IV: Venus
We usually pretend that words are neat little signs which point at things. The word "elephant" points at a great big thing with a trunk and floppy eats and a disconcerting tendency to hide in rooms where embarrassing subjects aren't being discussed. That's because we've agreed to use "elephant" to mean "big grey pachyderm". We might have agreed to use "elephant" to mean "skinny blueberry muffin" or "counter-reformation". The staff in Starbucks get confused if I ask for a tall Americano and an elephant, but "gay" means "joyful" whatever the confirmed bachelor lobby want to pretend it means.
If I say "the cat was lapping up the cream" you think of a little furry thing that likes sitting on mats. But if I say "the cat was laying down some hep riffs, man" you spot that I'm talking about a fashionable black American from the 1950s, and not a furry animal at all. But for some reason, if I say "Blackbeard punished the sailor with the cat" you don't imagine the pirate thumping someone over the head with a jazz saxophonist. Or maybe you do.
Suppose I write a story in which the main character sees a whale. You know what I mean by "whale". Big fish shaped chap, lives in the sea, squirts water out of its head. But when I say "whale" you don't only think of the big swimmy mammal: you also think of Jonah, who was swallowed by one; and Ahab, who chased one; and hippies, who want to save them. And you probably also think of Star Trek IV: The Voyage Home which probably made you think of Moby Dick. And One Of Our Dinosaurs Is Missing and Pinochio – which were intended to make you think of Jonah, whatever intended means.
If I'm a clever author, I probably know that if a guy in my story goes hunting a whale, then you'll probably think of Captain Ahab. But Moby Dick is such a big famous story that it will spill over into my little story whether I intend it to or not.
A lot of perfectly sensible people thought that the title of the movie "The Passion of the Christ" meant "The Really Strong Feelings of the Christ", "How the Christ Got Really Really Angry" or even "The Love Affair of the Christ." Once upon a time "He loved her passionately" meant "He loved her so much it hurt". But we don't use the word "Passion" in that sense any more. And poor Mel couldn't stop the title meaning a thing he didn't want it to mean, however much he say at home in his room "intending" really, really hard.

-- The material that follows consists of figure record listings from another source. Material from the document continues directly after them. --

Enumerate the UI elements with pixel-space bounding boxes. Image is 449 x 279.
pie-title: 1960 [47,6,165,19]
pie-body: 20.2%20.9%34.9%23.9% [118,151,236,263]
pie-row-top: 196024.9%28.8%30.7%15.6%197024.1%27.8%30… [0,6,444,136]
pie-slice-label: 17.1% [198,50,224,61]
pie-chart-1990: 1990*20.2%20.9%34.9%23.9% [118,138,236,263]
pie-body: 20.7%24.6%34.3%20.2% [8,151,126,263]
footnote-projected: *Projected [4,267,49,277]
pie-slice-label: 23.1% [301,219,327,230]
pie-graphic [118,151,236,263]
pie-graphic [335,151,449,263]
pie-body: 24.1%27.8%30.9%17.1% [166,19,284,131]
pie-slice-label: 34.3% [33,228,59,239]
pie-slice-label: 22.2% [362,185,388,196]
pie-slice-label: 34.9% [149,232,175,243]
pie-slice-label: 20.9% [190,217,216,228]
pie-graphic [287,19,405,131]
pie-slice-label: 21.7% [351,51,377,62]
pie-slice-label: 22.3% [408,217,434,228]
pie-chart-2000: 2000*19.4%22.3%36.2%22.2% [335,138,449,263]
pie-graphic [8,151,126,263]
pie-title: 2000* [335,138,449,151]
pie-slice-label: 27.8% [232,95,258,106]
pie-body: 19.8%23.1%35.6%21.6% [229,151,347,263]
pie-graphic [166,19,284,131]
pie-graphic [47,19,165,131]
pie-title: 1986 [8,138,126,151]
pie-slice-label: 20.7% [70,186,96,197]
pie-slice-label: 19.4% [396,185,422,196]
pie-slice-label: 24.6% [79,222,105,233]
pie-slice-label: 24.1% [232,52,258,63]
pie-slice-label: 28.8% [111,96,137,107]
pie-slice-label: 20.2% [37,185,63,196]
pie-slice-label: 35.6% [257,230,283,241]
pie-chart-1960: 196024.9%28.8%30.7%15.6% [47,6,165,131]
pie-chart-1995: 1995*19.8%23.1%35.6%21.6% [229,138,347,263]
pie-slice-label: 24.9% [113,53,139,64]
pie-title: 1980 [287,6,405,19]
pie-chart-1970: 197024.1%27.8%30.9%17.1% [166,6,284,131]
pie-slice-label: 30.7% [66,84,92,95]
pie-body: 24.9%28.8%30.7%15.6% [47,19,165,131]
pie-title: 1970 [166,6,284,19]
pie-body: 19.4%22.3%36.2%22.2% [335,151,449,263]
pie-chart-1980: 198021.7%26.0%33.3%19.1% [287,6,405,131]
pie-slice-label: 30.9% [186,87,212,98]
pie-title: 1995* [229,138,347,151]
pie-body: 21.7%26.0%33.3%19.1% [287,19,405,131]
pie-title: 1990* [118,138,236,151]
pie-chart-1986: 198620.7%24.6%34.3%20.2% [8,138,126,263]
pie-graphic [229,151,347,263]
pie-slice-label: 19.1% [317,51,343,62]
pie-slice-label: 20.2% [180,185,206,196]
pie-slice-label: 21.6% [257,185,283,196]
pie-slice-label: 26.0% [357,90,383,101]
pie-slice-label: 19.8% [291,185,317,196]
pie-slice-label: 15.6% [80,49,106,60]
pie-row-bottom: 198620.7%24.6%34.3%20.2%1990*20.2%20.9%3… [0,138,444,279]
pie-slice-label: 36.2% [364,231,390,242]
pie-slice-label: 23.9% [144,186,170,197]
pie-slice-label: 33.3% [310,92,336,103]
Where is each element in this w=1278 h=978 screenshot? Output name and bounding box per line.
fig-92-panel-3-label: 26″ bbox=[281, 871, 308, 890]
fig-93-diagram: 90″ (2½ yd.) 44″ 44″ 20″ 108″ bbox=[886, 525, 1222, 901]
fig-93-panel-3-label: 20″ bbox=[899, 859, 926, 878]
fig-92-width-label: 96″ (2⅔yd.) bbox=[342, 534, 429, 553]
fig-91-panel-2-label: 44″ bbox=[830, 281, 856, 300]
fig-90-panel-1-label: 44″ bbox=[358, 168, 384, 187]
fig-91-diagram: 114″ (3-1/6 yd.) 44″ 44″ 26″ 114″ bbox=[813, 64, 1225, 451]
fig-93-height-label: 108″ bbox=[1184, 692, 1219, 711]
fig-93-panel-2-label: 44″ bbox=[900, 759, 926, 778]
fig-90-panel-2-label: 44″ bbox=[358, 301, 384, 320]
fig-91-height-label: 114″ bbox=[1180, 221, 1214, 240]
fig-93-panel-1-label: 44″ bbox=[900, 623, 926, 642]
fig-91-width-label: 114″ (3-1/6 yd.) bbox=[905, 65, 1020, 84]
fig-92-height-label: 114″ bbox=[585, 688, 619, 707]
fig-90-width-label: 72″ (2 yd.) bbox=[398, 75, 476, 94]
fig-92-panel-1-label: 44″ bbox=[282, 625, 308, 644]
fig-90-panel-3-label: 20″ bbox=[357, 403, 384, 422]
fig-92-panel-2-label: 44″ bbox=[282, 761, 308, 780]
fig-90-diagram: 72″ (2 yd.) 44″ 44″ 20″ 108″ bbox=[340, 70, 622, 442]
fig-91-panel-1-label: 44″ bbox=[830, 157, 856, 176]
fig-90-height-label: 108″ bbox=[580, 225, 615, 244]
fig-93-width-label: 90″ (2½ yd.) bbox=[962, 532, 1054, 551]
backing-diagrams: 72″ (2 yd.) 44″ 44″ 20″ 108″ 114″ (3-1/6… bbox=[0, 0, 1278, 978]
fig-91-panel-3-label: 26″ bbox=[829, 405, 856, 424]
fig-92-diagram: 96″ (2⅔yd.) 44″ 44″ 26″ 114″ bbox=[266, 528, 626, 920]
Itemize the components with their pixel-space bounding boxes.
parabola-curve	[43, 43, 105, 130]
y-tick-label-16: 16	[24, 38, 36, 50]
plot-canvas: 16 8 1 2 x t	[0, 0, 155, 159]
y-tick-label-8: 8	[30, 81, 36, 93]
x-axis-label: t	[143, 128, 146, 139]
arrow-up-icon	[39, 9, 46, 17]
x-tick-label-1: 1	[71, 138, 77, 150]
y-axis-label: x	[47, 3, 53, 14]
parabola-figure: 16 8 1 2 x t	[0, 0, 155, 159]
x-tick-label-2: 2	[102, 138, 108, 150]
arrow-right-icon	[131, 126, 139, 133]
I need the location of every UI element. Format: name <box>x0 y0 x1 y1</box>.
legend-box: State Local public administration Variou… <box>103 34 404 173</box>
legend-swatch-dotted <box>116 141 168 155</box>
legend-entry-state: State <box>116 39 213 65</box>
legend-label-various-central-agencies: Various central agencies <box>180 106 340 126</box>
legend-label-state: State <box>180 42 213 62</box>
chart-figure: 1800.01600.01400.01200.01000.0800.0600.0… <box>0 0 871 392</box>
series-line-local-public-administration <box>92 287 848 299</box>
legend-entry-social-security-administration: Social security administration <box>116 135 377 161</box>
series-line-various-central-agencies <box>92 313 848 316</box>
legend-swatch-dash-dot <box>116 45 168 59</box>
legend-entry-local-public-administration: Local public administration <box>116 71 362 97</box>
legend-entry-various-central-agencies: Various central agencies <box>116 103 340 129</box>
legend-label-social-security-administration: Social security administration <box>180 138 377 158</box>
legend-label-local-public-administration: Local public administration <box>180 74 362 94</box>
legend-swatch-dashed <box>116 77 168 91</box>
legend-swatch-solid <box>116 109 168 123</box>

It would be very nice if words and symbols all contained nice little nuggets of meaning, in the same way that Christmas puddings contained sixpences. But they don't. They mean lots of different things, and when you put them next to other words, which also mean lots of different things, they mean even more different things. Most of the time, the best we can do is pay attention to who is saying them, and to whom, and where and why and when and make a sort of guess as the kinds of things they probably mean this time.
This is scary and disconcerting and counter-intuitive. People with Aspergers, I'm told, find it particularly hard to deal with. Why, they ask, can't people just say what they damn well mean?
The totemic text during my English degree was not The Golden Bough or Hero With a Thousand Faces or The Interpretation of Dreams: it was Terry Eagleton's Literary Theory. I can't remember if I read that, either.